- Exercise description:
Report back the lines in this listing that carry the string "size".
%%
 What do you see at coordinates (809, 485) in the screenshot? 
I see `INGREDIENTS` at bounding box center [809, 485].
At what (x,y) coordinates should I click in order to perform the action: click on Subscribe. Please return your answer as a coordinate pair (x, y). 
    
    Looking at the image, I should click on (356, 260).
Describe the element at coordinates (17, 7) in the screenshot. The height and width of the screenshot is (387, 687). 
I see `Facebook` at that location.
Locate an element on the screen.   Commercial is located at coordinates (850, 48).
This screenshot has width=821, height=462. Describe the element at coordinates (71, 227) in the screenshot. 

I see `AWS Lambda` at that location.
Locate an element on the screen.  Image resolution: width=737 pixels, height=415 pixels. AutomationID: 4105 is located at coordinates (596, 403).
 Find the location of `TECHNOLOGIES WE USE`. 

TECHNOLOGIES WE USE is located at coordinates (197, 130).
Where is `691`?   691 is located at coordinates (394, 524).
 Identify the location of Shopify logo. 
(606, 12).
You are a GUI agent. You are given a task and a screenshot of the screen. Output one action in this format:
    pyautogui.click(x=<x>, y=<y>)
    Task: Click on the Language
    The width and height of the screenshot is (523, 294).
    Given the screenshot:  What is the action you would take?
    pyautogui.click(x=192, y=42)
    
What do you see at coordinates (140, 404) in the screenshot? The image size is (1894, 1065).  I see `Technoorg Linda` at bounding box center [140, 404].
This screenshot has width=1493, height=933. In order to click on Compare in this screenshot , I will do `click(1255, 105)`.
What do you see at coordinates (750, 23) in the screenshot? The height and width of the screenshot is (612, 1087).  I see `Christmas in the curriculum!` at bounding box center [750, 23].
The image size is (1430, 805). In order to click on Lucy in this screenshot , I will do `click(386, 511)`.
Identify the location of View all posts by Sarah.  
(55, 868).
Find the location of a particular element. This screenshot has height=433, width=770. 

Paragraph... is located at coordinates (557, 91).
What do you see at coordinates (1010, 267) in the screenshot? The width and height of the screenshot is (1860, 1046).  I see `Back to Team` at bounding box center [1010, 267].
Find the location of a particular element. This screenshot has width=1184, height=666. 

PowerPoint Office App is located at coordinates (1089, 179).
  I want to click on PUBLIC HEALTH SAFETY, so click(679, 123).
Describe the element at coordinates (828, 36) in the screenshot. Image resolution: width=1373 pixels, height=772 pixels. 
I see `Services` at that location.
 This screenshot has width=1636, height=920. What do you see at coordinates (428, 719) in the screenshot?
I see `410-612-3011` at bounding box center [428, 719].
%%
- Output:
What do you see at coordinates (140, 404) in the screenshot? The image size is (1894, 1065).  I see `Technoorg Linda` at bounding box center [140, 404].
The image size is (1430, 805). In order to click on Lucy in this screenshot , I will do `click(386, 511)`.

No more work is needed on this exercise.